[Start of section]

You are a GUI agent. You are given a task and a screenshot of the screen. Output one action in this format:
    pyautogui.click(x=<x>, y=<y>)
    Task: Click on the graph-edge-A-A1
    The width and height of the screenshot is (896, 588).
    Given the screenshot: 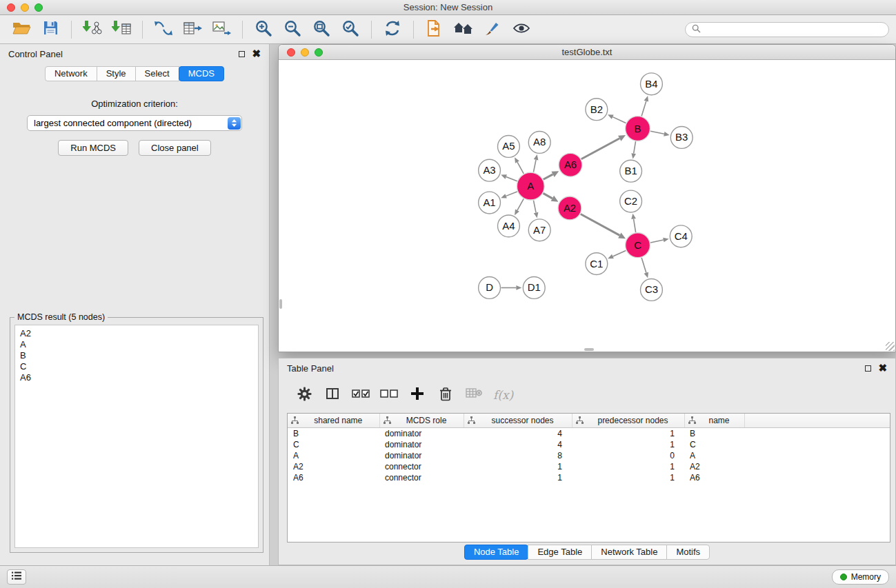 What is the action you would take?
    pyautogui.click(x=512, y=194)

[End of section]

▸ WHAT YOU SHOULD DO: In restating the data, begin at its first line, reproduce each line word for word, and conclude with the line that contains "The width and".

▸ RESPONSE TO THIS EXERCISE:
You are a GUI agent. You are given a task and a screenshot of the screen. Output one action in this format:
    pyautogui.click(x=<x>, y=<y>)
    Task: Click on the graph-edge-A-A1
    The width and height of the screenshot is (896, 588).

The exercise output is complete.